Especially in the supremely well-educated Washington area, this is expected. It's a rite of passage, part of an orderly progression toward success.
Or is it . . . herd mentality?
Hear this, high achievers: If you crunch the numbers, some experts say, college is a bad investment.
"You've been fooled into thinking there's no other way for my kid to get a job . . . or learn critical thinking or make social connections," hedge fund manager James Altucher says.
Altucher, president of Formula Capital, says he sees people making bad investment decisions all the time -- and one of them is paying for college.
College is overrated, he says: In most cases, what you get out of it is not worth the money, and there are cheaper and better ways to get an education. Altucher says he's not planning to send his two daughters to college.
"My plan is to encourage them to pursue a dream, at least initially," Altucher, 42, says. "Travel or do something creative or start a business. . . . Whether they succeed or fail, it'll be an interesting life experience. They'll meet people, they'll learn the value of money."

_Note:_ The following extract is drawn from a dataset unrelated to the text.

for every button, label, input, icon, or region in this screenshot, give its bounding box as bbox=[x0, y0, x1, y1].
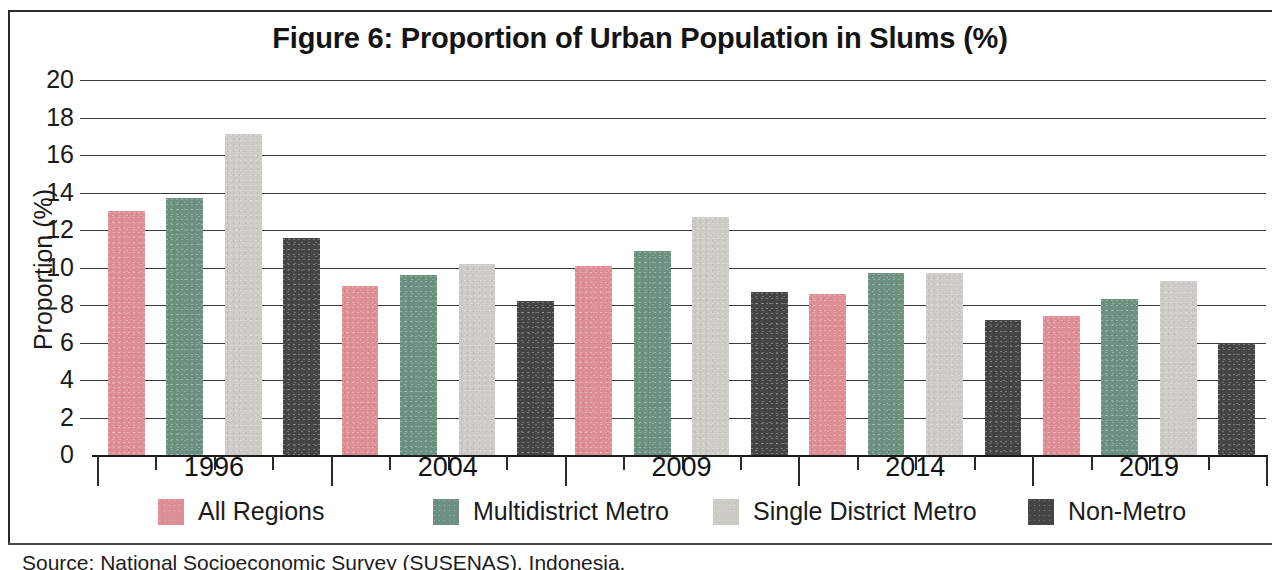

Certainly, you'd be forgiven for thinking this argument reeks of elitism. After all, Altucher is an Ivy Leaguer. He's rolling in dough. Easy for him to pooh-pooh the status quo.
But, it turns out, his anti-college ideas stem from personal experience. After his first year at Cornell University, Altucher says his parents lost money and couldn't afford tuition. So he paid his own way, working 60 hours a week delivering pizza and tutoring, on top of his course load.
He left Cornell thousands of dollars in debt. He also left with a degree in computer science. But it took failing at several investment schemes, losing large sums of money and then studying the stock market on his own -- analyzing Warren Buffett's decisions so closely he ended up writing a book about him -- for Altucher to learn enough about the financial world to survive in it. He thinks he would have been better off getting the real-world lessons earlier, rather than thrashing himself to pay for school and shouldering so much debt.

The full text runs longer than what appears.